There is also a policy lesson buried in this episode. Energy security is often discussed in terms of crude oil imports, strategic petroleum reserves or electricity generation. But cooking fuel—especially commercial LPG—rarely features prominently in those conversations. Yet for a country where eating out is part of everyday survival for millions, ensuring reliable supply for commercial kitchens is equally important.

The crisis also raises questions about the need for diversification. Commercial kitchens may eventually have to adopt a mix of energy sources rather than relying entirely on LPG. Electric induction systems, piped gas where available, and other alternatives could provide a buffer during supply disruptions. Building redundancy into systems may seem inefficient in normal times, but it becomes invaluable when shocks occur.

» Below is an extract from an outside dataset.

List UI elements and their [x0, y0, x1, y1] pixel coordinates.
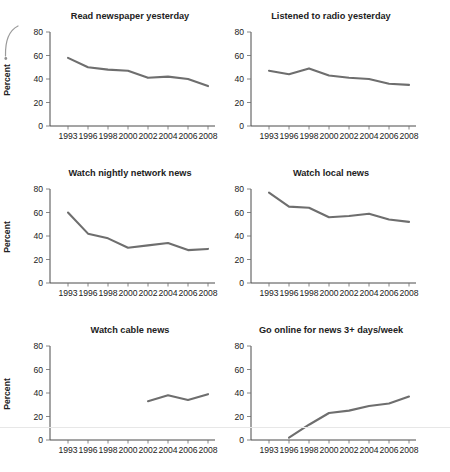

Perhaps the most striking aspect of the LPG shortage is how quickly it exposed the invisible infrastructure that supports daily life. Modern urban living depends on countless systems functioning smoothly in the background—transport, electricity, fuel supply, logistics. We rarely notice them until something breaks.

The empty hotels and silent kitchens were a reminder of how interconnected these systems are. A disruption in one part of the chain quickly spreads across society, touching livelihoods, food access and everyday routines.

Eventually the supply will stabilise. Cylinders will return to kitchens, stoves will roar back to life and the familiar rhythm of India’s food streets will resume. The tea stalls will once again pour endless cups of chai, and the dosa counters will fill the air with the comforting smell of breakfast.

But the brief moment when the stoves went cold should not be forgotten too quickly. It revealed how dependent we have become on systems we rarely think about, and how fragile those systems can be when stressed.

Sometimes it takes the silence of a kitchen to remind us how much of modern life depends on the steady flame beneath the pot.